Alfred Brendel, world-famous pianist with wicked sense of humour

He said that tutors could all too often put their own foibles and tics into the hands of their pupils

Saturday, 5th July — By Dan Carrier

CREDIT Jiyang Chen alfred brendel±

Alfred Brendel [Jiyang Chen]

THERE was a grand piano in Alfred Brendel’s Hampstead home, and it provided an insight into the character of the world-famous concert pianist, whose funeral took place at St John’s Hampstead on Monday.

If visitors to his Well Walk home lifted the lid to the piano, a skeletal hand popped out.

It was a joke that reflected Alfred’s humour as well as his love of kitschy ornaments and, of course, the fact the piano played centre stage to his life and career.

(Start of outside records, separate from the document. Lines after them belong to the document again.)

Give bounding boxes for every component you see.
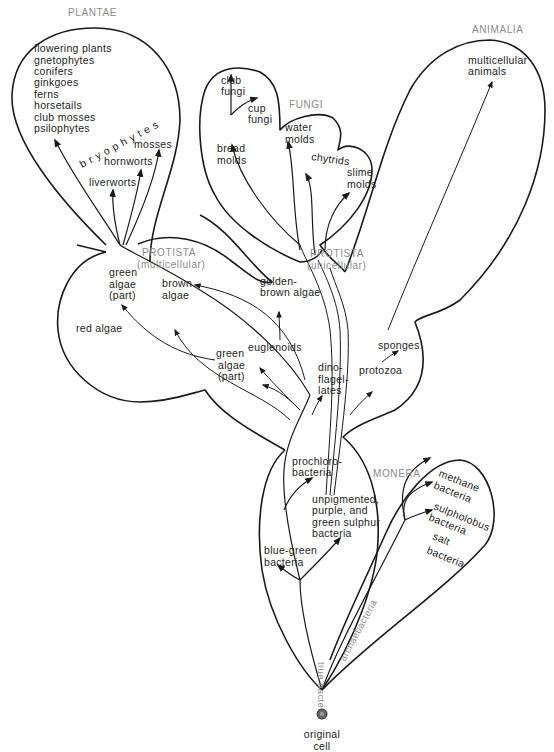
label-water: water — [284, 121, 312, 133]
kingdom-label-protista-uni: PROTISTA — [310, 248, 364, 259]
label-brown: brown — [162, 277, 192, 289]
arrow-water-molds — [288, 142, 300, 250]
label-ginkgoes: ginkgoes — [34, 76, 78, 88]
label-water-molds: molds — [285, 133, 315, 145]
label-club-fungi: fungi — [221, 85, 245, 97]
arrow-protozoa — [350, 392, 372, 415]
label-archaebacteria: archaebacteria — [337, 597, 379, 663]
arrow-green-algae-multi — [122, 305, 215, 360]
label-golden-brown-algae: brown algae — [260, 286, 321, 298]
kingdom-label-animalia: ANIMALIA — [472, 24, 523, 35]
label-bread: bread — [217, 142, 245, 154]
label-animals: animals — [468, 65, 506, 77]
kingdom-label-monera: MONERA — [373, 468, 421, 479]
label-original: original — [304, 728, 340, 740]
label-sponges: sponges — [378, 339, 420, 351]
label-brown-algae: algae — [162, 289, 189, 301]
label-blue-green: blue-green — [264, 544, 317, 556]
label-horsetails: horsetails — [34, 99, 82, 111]
arrow-sponges — [382, 351, 398, 362]
label-hornworts: hornworts — [104, 155, 153, 167]
arrow-multicellular-animals — [388, 82, 492, 330]
label-psilophytes: psilophytes — [34, 122, 90, 134]
label-blue-green-bacteria: bacteria — [264, 556, 304, 568]
label-cup-fungi: fungi — [248, 113, 272, 125]
tree-of-life-diagram: PLANTAE FUNGI ANIMALIA PROTISTA (multice… — [0, 0, 554, 752]
monera-left-outline — [259, 450, 322, 690]
outer-outline — [12, 28, 545, 690]
kingdom-label-protista-multi: PROTISTA — [142, 247, 196, 258]
arrow-prochlorobacteria — [284, 478, 312, 510]
label-lates: lates — [318, 384, 342, 396]
label-euglenoids: euglenoids — [248, 341, 302, 353]
kingdom-label-protista-uni-sub: (unicellular) — [307, 260, 367, 271]
arrow-brown-algae — [195, 285, 305, 380]
label-part-1: (part) — [109, 289, 136, 301]
label-dino: dino- — [318, 361, 343, 373]
label-red-algae: red algae — [76, 322, 122, 334]
kingdom-label-fungi: FUNGI — [289, 99, 323, 110]
label-unpigmented-bacteria: bacteria — [312, 527, 352, 539]
arrow-green-algae-uni — [263, 385, 300, 410]
label-protozoa: protozoa — [359, 364, 402, 376]
kingdom-label-plantae: PLANTAE — [68, 7, 117, 18]
label-salt-bacteria: bacteria — [425, 544, 466, 570]
arrow-liverworts — [113, 190, 120, 245]
original-cell-icon — [317, 709, 327, 719]
fungi-inner-outline — [215, 195, 322, 262]
label-mosses: mosses — [134, 138, 172, 150]
label-purple-and: purple, and — [312, 504, 368, 516]
animalia-lobe-outline — [345, 40, 545, 410]
label-green-1: green — [109, 266, 137, 278]
label-bread-molds: molds — [217, 154, 247, 166]
arrow-slime-molds — [325, 193, 349, 250]
label-slime-molds: molds — [347, 178, 377, 190]
protista-unicellular-lobe-outline — [322, 410, 395, 690]
label-chytrids: chytrids — [311, 150, 351, 167]
label-flowering-plants: flowering plants — [34, 42, 112, 54]
label-green-2: green — [216, 347, 244, 359]
arrow-chytrids — [306, 174, 315, 255]
label-cell: cell — [314, 740, 331, 752]
arrow-golden-brown — [279, 312, 280, 340]
label-slime: slime — [347, 166, 373, 178]
label-prochloro-bacteria: bacteria — [292, 466, 332, 478]
branches — [55, 75, 492, 690]
plantae-list: flowering plants gnetophytes conifers gi… — [34, 42, 112, 134]
label-part-2: (part) — [218, 370, 245, 382]
label-liverworts: liverworts — [89, 176, 136, 188]
kingdom-label-protista-multi-sub: (multicellular) — [137, 259, 205, 270]
arrow-dinoflagellates — [312, 396, 322, 415]
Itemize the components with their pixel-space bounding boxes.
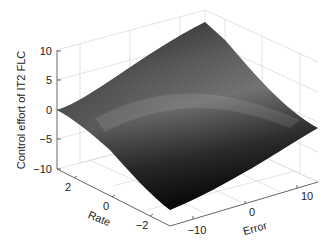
surface: [57, 22, 318, 210]
z-axis-label: Control effort of IT2 FLC: [15, 51, 27, 169]
z-tick-neg10: −10: [33, 163, 52, 175]
z-tick-neg5: −5: [39, 133, 52, 145]
error-tick-0: 0: [249, 206, 255, 218]
rate-tick-0: 0: [103, 200, 109, 212]
rate-tick-neg2: −2: [136, 219, 149, 231]
z-tick-labels: 10 5 0 −5 −10: [33, 45, 52, 175]
z-tick-10: 10: [40, 45, 52, 57]
surface-chart: 10 5 0 −5 −10 2 0 −2 −10 0 10 Control ef…: [0, 0, 332, 243]
z-tick-0: 0: [46, 104, 52, 116]
z-tick-5: 5: [46, 74, 52, 86]
error-tick-neg10: −10: [188, 224, 207, 236]
error-axis-label: Error: [241, 219, 268, 237]
chart-svg: 10 5 0 −5 −10 2 0 −2 −10 0 10 Control ef…: [0, 0, 332, 243]
rate-tick-2: 2: [65, 181, 71, 193]
error-tick-10: 10: [301, 190, 313, 202]
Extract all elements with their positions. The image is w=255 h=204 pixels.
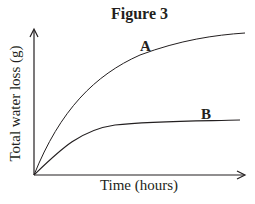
y-axis: [30, 29, 38, 175]
y-axis-label: Total water loss (g): [7, 34, 24, 174]
curve-b: [34, 120, 240, 175]
curve-b-label: B: [201, 106, 211, 123]
curve-a-label: A: [140, 38, 151, 55]
x-axis-label: Time (hours): [34, 177, 244, 194]
plot-area: [0, 0, 255, 204]
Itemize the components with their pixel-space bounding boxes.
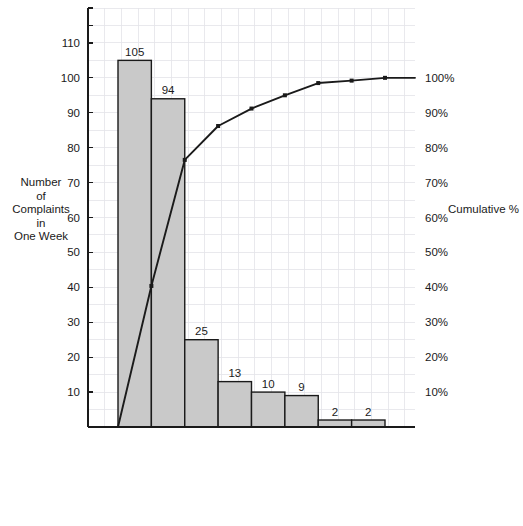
chart-canvas: 102030405060708090100110 10%20%30%40%50%… [0, 0, 523, 526]
y2-tick-label-8: 90% [425, 107, 448, 119]
right-axis-ticks: 10%20%30%40%50%60%70%80%90%100% [425, 72, 454, 398]
y2-tick-label-2: 30% [425, 316, 448, 328]
bar-7 [352, 420, 385, 427]
y-tick-label-0: 10 [67, 386, 80, 398]
bar-5 [285, 396, 318, 427]
y-tick-label-7: 80 [67, 142, 80, 154]
cumulative-marker-1 [183, 158, 187, 162]
bar-value-label-1: 94 [162, 84, 175, 96]
y2-tick-label-5: 60% [425, 212, 448, 224]
y-tick-label-3: 40 [67, 281, 80, 293]
y2-tick-label-3: 40% [425, 281, 448, 293]
y2-tick-label-1: 20% [425, 351, 448, 363]
y2-tick-label-9: 100% [425, 72, 454, 84]
y-tick-label-10: 110 [62, 37, 80, 49]
bar-value-label-7: 2 [365, 406, 371, 418]
y-axis-title-line-1: of [2, 190, 80, 204]
y-tick-label-2: 30 [67, 316, 80, 328]
cumulative-marker-6 [350, 79, 354, 83]
bar-value-label-3: 13 [228, 367, 241, 379]
y-tick-label-8: 90 [67, 107, 80, 119]
bar-value-label-6: 2 [332, 406, 338, 418]
bar-4 [252, 392, 285, 427]
bar-value-label-0: 105 [125, 46, 144, 58]
bar-6 [318, 420, 351, 427]
y2-tick-label-0: 10% [425, 386, 448, 398]
y-tick-label-4: 50 [67, 246, 80, 258]
bar-2 [185, 340, 218, 427]
cumulative-marker-0 [149, 284, 153, 288]
y2-tick-label-6: 70% [425, 177, 448, 189]
y-axis-title: NumberofComplaintsinOne Week [2, 176, 80, 244]
bar-3 [218, 382, 251, 427]
bar-value-label-5: 9 [298, 381, 304, 393]
y-tick-label-9: 100 [61, 72, 80, 84]
bars-group [118, 60, 385, 427]
y-tick-label-1: 20 [67, 351, 80, 363]
cumulative-marker-3 [250, 107, 254, 111]
cumulative-marker-5 [316, 81, 320, 85]
y-axis-title-line-3: in [2, 217, 80, 231]
y-axis-title-line-4: One Week [2, 230, 80, 244]
bar-1 [151, 99, 184, 427]
bar-value-label-2: 25 [195, 325, 208, 337]
bar-0 [118, 60, 151, 427]
pareto-chart-figure: 102030405060708090100110 10%20%30%40%50%… [0, 0, 523, 526]
y2-tick-label-4: 50% [425, 246, 448, 258]
y-axis-title-line-0: Number [2, 176, 80, 190]
y-axis-title-line-2: Complaints [2, 203, 80, 217]
bar-value-label-4: 10 [262, 378, 275, 390]
cumulative-marker-2 [216, 124, 220, 128]
cumulative-marker-4 [283, 93, 287, 97]
secondary-y-axis-title: Cumulative % [448, 203, 519, 215]
y2-tick-label-7: 80% [425, 142, 448, 154]
cumulative-marker-7 [383, 76, 387, 80]
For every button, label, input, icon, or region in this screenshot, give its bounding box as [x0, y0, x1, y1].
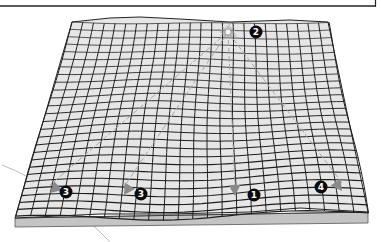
- marker-label: 3: [138, 189, 144, 199]
- marker-3b-badge: 3: [135, 188, 148, 201]
- marker-label: 2: [253, 27, 259, 37]
- marker-2-badge: 2: [250, 26, 263, 39]
- marker-3a-badge: 3: [60, 186, 73, 199]
- grid-surface-diagram: 23314: [0, 0, 381, 242]
- marker-1-badge: 1: [248, 189, 261, 202]
- marker-label: 4: [318, 182, 324, 192]
- marker-label: 1: [251, 190, 257, 200]
- marker-label: 3: [63, 187, 69, 197]
- marker-4-badge: 4: [315, 181, 328, 194]
- top-frame: [0, 0, 376, 7]
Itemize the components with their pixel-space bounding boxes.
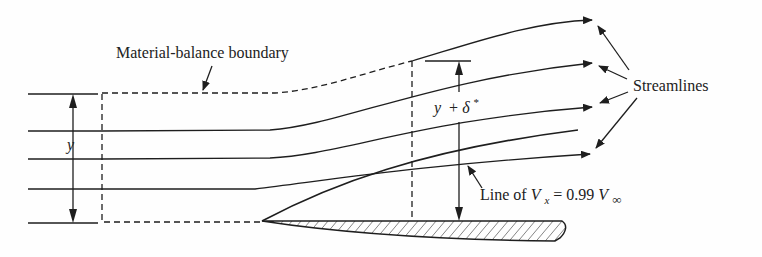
streamline-2: [102, 63, 592, 131]
boundary-label-leader: [203, 66, 212, 90]
edge-line-label-leader: [468, 166, 482, 188]
diagram-canvas: Material-balance boundary Streamlines y …: [0, 0, 762, 257]
material-balance-boundary-label: Material-balance boundary: [116, 44, 289, 62]
boundary-layer-edge-line: [262, 130, 578, 221]
y-plus-delta-star-label: y + δ *: [432, 96, 479, 117]
arrowhead-down-icon: [455, 207, 463, 221]
streamline-top: [412, 20, 592, 61]
streamlines-leader-1: [598, 26, 629, 70]
streamlines-leader-2: [599, 66, 627, 79]
arrowhead-up-icon: [455, 61, 463, 75]
streamlines-leader-4: [596, 98, 637, 148]
arrowhead-down-icon: [69, 209, 77, 223]
flat-plate: [262, 221, 566, 241]
velocity-line-label: Line of V x = 0.99 V ∞: [480, 186, 621, 207]
streamlines-leader-3: [600, 92, 628, 103]
arrowhead-up-icon: [69, 94, 77, 108]
streamlines-label: Streamlines: [633, 77, 709, 94]
y-label: y: [65, 136, 75, 154]
boundary-layer-diagram: Material-balance boundary Streamlines y …: [0, 0, 762, 257]
material-balance-boundary: [102, 61, 412, 222]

A picture of a pianist laughing maniacally, watched by a deadly serious audience, also graced his walls.

Born in 1931 in what is now the Czech Republic, he spent some of his childhood in Austria during the war.

He did not come from a family of musicians nor was he surrounded by music as a child, but his talent was such that he studied at the Graz Conservatory in Austria.  He said music lessons for him ended aged 16 and from that point on he preferred to be self-taught and work out how best to play the piano himself.

He said that tutors could all too often put their own foibles and tics into the hands of their pupils. He wanted to guide his own development.

Mr Brendel settled in Hampstead in 1971, and would also spend time at a home in Dorset.

He enjoyed a daily walk across the Heath and loved the village.

He had married his first wife, Iris Heymann-Gonzala, in 1960. They had a daughter, Doris, an acclaimed musician.

He later married Irene Semler in 1975, and they had three children: Adrian, Katharina and Sophie.

He became the first pianist to record the entire piano works of Beethoven, and he toured the world: in 1982 and 1983 he completed 77 recitals in 11 cities across Europe and America. He did the same again in the 1990s and in 1999 joined Sir Simon Rattle and the Wiener Philharmoniker to capture new recordings of all five Beethoven Piano Concertos.

Mr Brendel found inspiration everywhere. One collection of essays, published by Faber, was called The Lady from Arezzo and was inspired by a tailor’s dummy in an Italian town.

He brought it home with him and it sat in his attic, prompting a new book that brought together his love of nonsense with his love of music.

And his concerts were always sell-outs.

Publisher Jeremy Robson, who would go on to print Mr Brendel’s writings, said: “We never missed any, finding ourselves in the middle of an extraordinary audience that seemed like a who’s who of intellectual Britain – Ernst Gombrich, AJP Taylor, Isaiah Berlin, Antonia Fraser, Bernard Levin, Stephen Spender, Al Alvarez, Hans Keller, always the first in line.”

Mr Robson, also remembered how Mr Brendel came to a housewarming party he was throwing, and in the noise of the melee, he retreated to an upstairs room for some quiet: “One of our guests was Spike Milligan, who, when he heard Brendel was upstairs, asked if he could go up and talk to him, which he did, and they remained closeted together for an hour,” he said.